Editorial Comment:
America’s economy and system of governance give it huge advantages over its protectionist opponent
Any discussion of Trumponomics must begin by acknowledging that the US President is right about China and trade, or rather, was right. Whether he still is, or is pursuing US grievances in the appropriate manner, are different questions.
But yes, his complaint is an entirely legitimate one. Western openness to trade and technological transfer has over decades been ruthlessly, and often unfairly, exploited by China for politically selfish development and geo-political ends. China talks a good game on free trade but, when it comes to its own markets, it practices the opposite; it is one of the most protected economies on the planet.
Mr Trump is also right about technological theft. There is no meaningful protection for intellectual property rights in China. The country’s investment-led growth model has moreover spawned grotesque levels of global overcapacity in industries such as steel, decimating Western counterparts. When it comes to the “economic nationalism” he is so often accused of, Mr Trump cannot hold a candle to China.
On the substance of his complaint, then, it’s hard to disagree. But there is a sense in which it is also yesterday’s story. China has been making steady, if unspectacular, progress in shifting from the old, investment-led growth model to more Western-style dependence on domestic consumption. As a consequence, its trade surplus has shrunk to tolerable levels.
Nor as yet do we need to get too concerned about the economic impact of the threatened trade war. Despite its escalating, tit-for-tat nature, it has to date been more tokenism than substance, peacocks strutting their stuff. As the surplus nation, China is certain to come off worse if things degenerate further. But, even for China, the consequences are unlikely to be catastrophic; exports to the US today account for “just” 3 per cent of Chinese GDP. As for US exports to China, they are rather less than 1 per cent of US GDP. Even if all trade between the countries were to cease, it would not be the end of the world. Beyond disruption to international supply chains, the direct costs of “deglobalisation” are not as big as sometimes imagined.
Yet costs there are, and they lie not so much in the impact of tariffs as the law of comparative advantage, an idea originally developed by the British classical economists Adam Smith and David Ricardo. This holds that if someone else can produce something better and more cheaply than you, it is best to buy it from them, pocket the saving and invest in activities you are good at instead.
The decline and eventual closure of Britain’s once-mighty textile and clothing industry is obviously a matter of deep national regret, yet the British consumer has benefited hugely from the lower prices and almost infinite variety that globalisation of these industries has allowed. In overall economic terms, the savings far outweigh the cost in jobs, painful though it has undoubtedly been for certain regions and communities.
In this sense we are barking up the wrong tree in bemoaning our steadily shrinking manufacturing sector (it is shrinking only as a proportion of GDP, not in absolute terms). The price of manufactured goods relative to services has been falling for more than 40 years, a trend that shows no sign of abating and may even strengthen with progressive automation. China, it might be argued, has done us all a service, and despite its vaulting ambition, condemned itself to a permanently low position in the value chain.
In the end, a trade deficit is no more than a book-keeping entry; it means very little. Mr Trump would have his surplus tomorrow if only Americans could be persuaded to consume less and save more. Forcing them to do so was never in the script, but that may be the consequence of any fully blown trade war.
Protectionism nearly always has some underlying purpose beyond any supposed economic justification. In this case, it is about American supremacy and the fear that rapid Chinese development could eventually come to challenge it. Mr Trump aims to nip that threat in the bud. To his mind, too much has been ceded.
There is perhaps good reason for the paranoia, yet it also displays a quite surprising degree of self doubt on Mr Trump’s part. Can he really have so little confidence in the innate strengths of America’s economy and system of governance? In truth, China comes nowhere close. Run by a tiny, self-perpetuating elite that seems entirely immune to meaningful reform, transparency and accountability, China is already struggling to escape the so-called middle income trap, the stalling point in development where export competitiveness loses its traction but the technological prowess of advanced economies proves hard to attain.
China has made impressive progress, but it is all based on Western innovation, which is in turn the product of rule of law, democracy and the enlightenment, things China has yet to achieve. I’ll believe autocracy and coercion capable of better when I see it.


- _ASSIGNMENT_: State how many lines of the material below contain the word "Industrie". Add nothing else.

DATA UNDER STUDY START

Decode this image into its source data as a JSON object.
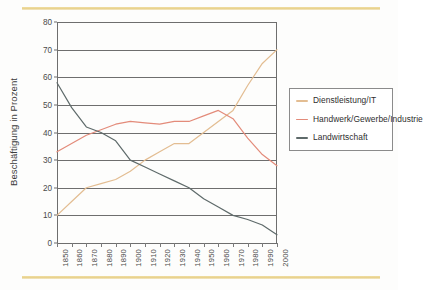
{
  "colors": {
    "accent_bar": "#e8d089",
    "background": "#fdfdfc",
    "axis": "#6e6e6e",
    "dienstleistung": "#e3bd92",
    "handwerk": "#e38b7a",
    "landwirtschaft": "#5e6a6a",
    "legend_border": "#8b8b8b",
    "text": "#3b3b3b"
  },
  "chart_data": {
    "type": "line",
    "title": "",
    "xlabel": "",
    "ylabel": "Beschäftigung in Prozent",
    "ylim": [
      0,
      80
    ],
    "ytick_step": 10,
    "yticks": [
      0,
      10,
      20,
      30,
      40,
      50,
      60,
      70,
      80
    ],
    "grid": true,
    "legend_position": "right",
    "categories": [
      "1850",
      "1860",
      "1870",
      "1880",
      "1890",
      "1900",
      "1910",
      "1920",
      "1930",
      "1940",
      "1950",
      "1960",
      "1970",
      "1980",
      "1990",
      "2000"
    ],
    "x": [
      1850,
      1860,
      1870,
      1880,
      1890,
      1900,
      1910,
      1920,
      1930,
      1940,
      1950,
      1960,
      1970,
      1980,
      1990,
      2000
    ],
    "series": [
      {
        "name": "Dienstleistung/IT",
        "color": "#e3bd92",
        "values": [
          10,
          15,
          20,
          21.5,
          23,
          26,
          30,
          33,
          36,
          36,
          40,
          44,
          48,
          57,
          65,
          70
        ]
      },
      {
        "name": "Handwerk/Gewerbe/Industrie",
        "color": "#e38b7a",
        "values": [
          33,
          36,
          39,
          41,
          43,
          44,
          43.5,
          43,
          44,
          44,
          46,
          48,
          45,
          38,
          32,
          28
        ]
      },
      {
        "name": "Landwirtschaft",
        "color": "#5e6a6a",
        "values": [
          58,
          49,
          42,
          40,
          37,
          30,
          27.5,
          25,
          22.5,
          20,
          16,
          13,
          10,
          8.5,
          6.5,
          3
        ]
      }
    ]
  },
  "legend": {
    "entries": [
      {
        "label": "Dienstleistung/IT"
      },
      {
        "label": "Handwerk/Gewerbe/Industrie"
      },
      {
        "label": "Landwirtschaft"
      }
    ]
  }
}
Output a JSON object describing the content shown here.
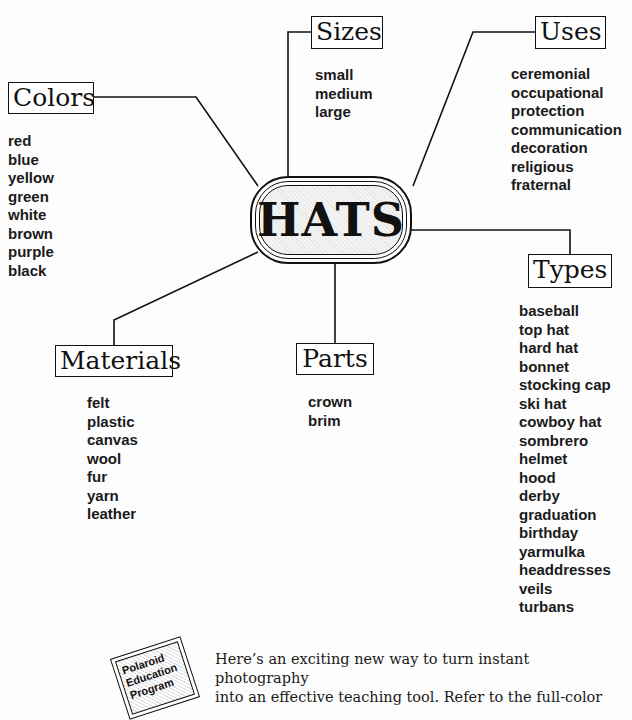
{
  "center": {
    "title": "HATS"
  },
  "categories": {
    "colors": {
      "label": "Colors",
      "items": [
        "red",
        "blue",
        "yellow",
        "green",
        "white",
        "brown",
        "purple",
        "black"
      ]
    },
    "sizes": {
      "label": "Sizes",
      "items": [
        "small",
        "medium",
        "large"
      ]
    },
    "uses": {
      "label": "Uses",
      "items": [
        "ceremonial",
        "occupational",
        "protection",
        "communication",
        "decoration",
        "religious",
        "fraternal"
      ]
    },
    "types": {
      "label": "Types",
      "items": [
        "baseball",
        "top hat",
        "hard hat",
        "bonnet",
        "stocking cap",
        "ski hat",
        "cowboy hat",
        "sombrero",
        "helmet",
        "hood",
        "derby",
        "graduation",
        "birthday",
        "yarmulka",
        "headdresses",
        "veils",
        "turbans"
      ]
    },
    "materials": {
      "label": "Materials",
      "items": [
        "felt",
        "plastic",
        "canvas",
        "wool",
        "fur",
        "yarn",
        "leather"
      ]
    },
    "parts": {
      "label": "Parts",
      "items": [
        "crown",
        "brim"
      ]
    }
  },
  "logo": {
    "lines": [
      "Polaroid",
      "Education",
      "Program"
    ]
  },
  "footer": {
    "lines": [
      "Here’s an exciting new way to turn instant photography",
      "into an effective teaching tool. Refer to the full-color"
    ]
  }
}
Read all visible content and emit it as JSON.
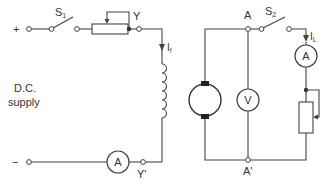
{
  "diagram": {
    "type": "circuit-schematic",
    "title": "",
    "colors": {
      "line": "#444444",
      "text": "#333333",
      "background": "#ffffff"
    },
    "labels": {
      "plus": "+",
      "minus": "−",
      "supply_line1": "D.C.",
      "supply_line2": "supply",
      "switch1": "S",
      "switch1_sub": "1",
      "switch2": "S",
      "switch2_sub": "2",
      "node_y": "Y",
      "node_y_prime": "Y'",
      "node_a": "A",
      "node_a_prime": "A'",
      "field_current": "I",
      "field_current_sub": "f",
      "load_current": "I",
      "load_current_sub": "L",
      "ammeter_field": "A",
      "ammeter_load": "A",
      "voltmeter": "V"
    },
    "components": [
      {
        "id": "dc-supply",
        "kind": "DC supply terminals",
        "label": "D.C. supply"
      },
      {
        "id": "s1",
        "kind": "switch",
        "label": "S1"
      },
      {
        "id": "field-rheostat",
        "kind": "variable resistor"
      },
      {
        "id": "field-winding",
        "kind": "inductor coil",
        "between": [
          "Y",
          "Y'"
        ]
      },
      {
        "id": "field-ammeter",
        "kind": "ammeter",
        "label": "A"
      },
      {
        "id": "generator",
        "kind": "DC machine armature",
        "between": [
          "A",
          "A'"
        ]
      },
      {
        "id": "voltmeter",
        "kind": "voltmeter",
        "label": "V"
      },
      {
        "id": "s2",
        "kind": "switch",
        "label": "S2"
      },
      {
        "id": "load-ammeter",
        "kind": "ammeter",
        "label": "A"
      },
      {
        "id": "load-rheostat",
        "kind": "variable resistor"
      }
    ]
  }
}
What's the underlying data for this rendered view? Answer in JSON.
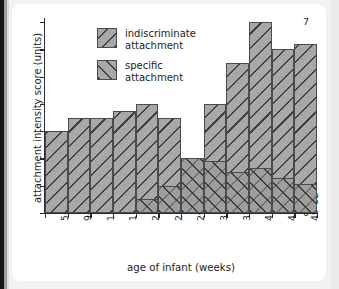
{
  "chart_data": {
    "type": "bar",
    "title": "",
    "xlabel": "age of infant (weeks)",
    "ylabel": "attachment intensity score (units)",
    "categories": [
      "5–8",
      "9–12",
      "13–16",
      "17–20",
      "21–24",
      "25–28",
      "29–32",
      "33–36",
      "37–40",
      "41–44",
      "45–48",
      "49–52"
    ],
    "ylim": [
      0,
      7
    ],
    "yticks": [
      0,
      1,
      2,
      3,
      4,
      5,
      6,
      7
    ],
    "grid": false,
    "legend_position": "upper-left-inside",
    "stacking": "overlaid",
    "series": [
      {
        "name": "indiscriminate attachment",
        "hatch": "backslash",
        "color": "#a8a8a8",
        "values": [
          3.0,
          3.5,
          3.5,
          3.75,
          4.0,
          3.5,
          2.0,
          4.0,
          5.5,
          7.0,
          6.0,
          6.2
        ]
      },
      {
        "name": "specific attachment",
        "hatch": "forwardslash",
        "color": "#9a9a9a",
        "values": [
          0,
          0,
          0,
          0,
          0.5,
          1.0,
          2.0,
          1.9,
          1.5,
          1.65,
          1.3,
          1.05
        ]
      }
    ]
  },
  "legend": {
    "items": [
      {
        "label": "indiscriminate\nattachment",
        "swatch": "backslash-hatch-swatch"
      },
      {
        "label": "specific\nattachment",
        "swatch": "forwardslash-hatch-swatch"
      }
    ]
  },
  "colors": {
    "page_background": "#f2f2f0",
    "card_background": "#ffffff",
    "axis": "#2b2b2b",
    "bar_fill": "#a8a8a8",
    "hatch": "#3c3c3c",
    "text": "#1d1d1d"
  }
}
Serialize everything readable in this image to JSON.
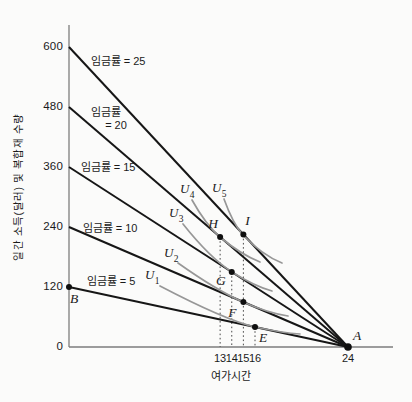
{
  "chart_data": {
    "type": "line",
    "title": "",
    "xlabel": "여가시간",
    "ylabel": "일간 소득(달러) 및 복합재 수량",
    "xlim": [
      0,
      27.8
    ],
    "ylim": [
      0,
      645
    ],
    "x_ticks": [
      13,
      14,
      15,
      16,
      24
    ],
    "y_ticks": [
      0,
      120,
      240,
      360,
      480,
      600
    ],
    "grid": false,
    "legend": "none",
    "colors": {
      "budget_line": "#161616",
      "indifference_curve": "#979797",
      "axis": "#7d7d7d",
      "dropline": "#4a4a4a",
      "point": "#0f0f0f",
      "text": "#1a1a1a",
      "paper": "#fbfbfa"
    },
    "budget_lines": [
      {
        "wage": 5,
        "label": "임금률 = 5",
        "intercept_income": 120,
        "end_point": [
          24,
          0
        ],
        "label_xy": [
          111,
          281
        ]
      },
      {
        "wage": 10,
        "label": "임금률 = 10",
        "intercept_income": 240,
        "end_point": [
          24,
          0
        ],
        "label_xy": [
          110,
          228
        ]
      },
      {
        "wage": 15,
        "label": "임금률 = 15",
        "intercept_income": 360,
        "end_point": [
          24,
          0
        ],
        "label_xy": [
          108,
          167
        ]
      },
      {
        "wage": 20,
        "label_line1": "임금률",
        "label_line2": "= 20",
        "intercept_income": 480,
        "end_point": [
          24,
          0
        ],
        "label_xy": [
          109,
          119
        ]
      },
      {
        "wage": 25,
        "label": "임금률 = 25",
        "intercept_income": 600,
        "end_point": [
          24,
          0
        ],
        "label_xy": [
          118,
          61
        ]
      }
    ],
    "points": [
      {
        "name": "A",
        "leisure": 24,
        "income": 0,
        "on_line_wage": null,
        "label_dx": 9,
        "label_dy": -11,
        "r": 3.8
      },
      {
        "name": "B",
        "leisure": 0,
        "income": 120,
        "on_line_wage": 5,
        "label_dx": 5,
        "label_dy": 12,
        "r": 3
      },
      {
        "name": "E",
        "leisure": 16,
        "income": 40,
        "on_line_wage": 5,
        "label_dx": 8,
        "label_dy": 11,
        "r": 3
      },
      {
        "name": "F",
        "leisure": 15,
        "income": 90,
        "on_line_wage": 10,
        "label_dx": -11,
        "label_dy": 11,
        "r": 3
      },
      {
        "name": "G",
        "leisure": 14,
        "income": 150,
        "on_line_wage": 15,
        "label_dx": -11,
        "label_dy": 9,
        "r": 3
      },
      {
        "name": "H",
        "leisure": 13,
        "income": 220,
        "on_line_wage": 20,
        "label_dx": -7,
        "label_dy": -13,
        "r": 3
      },
      {
        "name": "I",
        "leisure": 15,
        "income": 225,
        "on_line_wage": 25,
        "label_dx": 4,
        "label_dy": -14,
        "r": 3
      }
    ],
    "droplines": [
      {
        "leisure": 13,
        "from_income": 220
      },
      {
        "leisure": 14,
        "from_income": 150
      },
      {
        "leisure": 15,
        "from_income": 225
      },
      {
        "leisure": 16,
        "from_income": 40
      }
    ],
    "indifference_curves": [
      {
        "name": "U",
        "sub": "1",
        "tangent_point": "E",
        "label_xy": [
          152,
          277
        ],
        "path_px": [
          [
            160,
            286
          ],
          [
            225,
            320
          ],
          [
            255,
            327
          ],
          [
            283,
            333
          ],
          [
            300,
            334
          ]
        ]
      },
      {
        "name": "U",
        "sub": "2",
        "tangent_point": "F",
        "label_xy": [
          171,
          255
        ],
        "path_px": [
          [
            178,
            263
          ],
          [
            216,
            290
          ],
          [
            243,
            302
          ],
          [
            268,
            313
          ],
          [
            288,
            316
          ]
        ]
      },
      {
        "name": "U",
        "sub": "3",
        "tangent_point": "G",
        "label_xy": [
          176,
          215
        ],
        "path_px": [
          [
            183,
            224
          ],
          [
            210,
            258
          ],
          [
            232,
            272
          ],
          [
            254,
            286
          ],
          [
            272,
            291
          ]
        ]
      },
      {
        "name": "U",
        "sub": "4",
        "tangent_point": "H",
        "label_xy": [
          187,
          191
        ],
        "path_px": [
          [
            192,
            200
          ],
          [
            206,
            225
          ],
          [
            220,
            237
          ],
          [
            240,
            254
          ],
          [
            260,
            262
          ]
        ]
      },
      {
        "name": "U",
        "sub": "5",
        "tangent_point": "I",
        "label_xy": [
          219,
          190
        ],
        "path_px": [
          [
            224,
            199
          ],
          [
            233,
            224
          ],
          [
            243,
            235
          ],
          [
            262,
            255
          ],
          [
            282,
            263
          ]
        ]
      }
    ]
  }
}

DATA UNDER STUDY END

- _ANSWER SECTION_: 2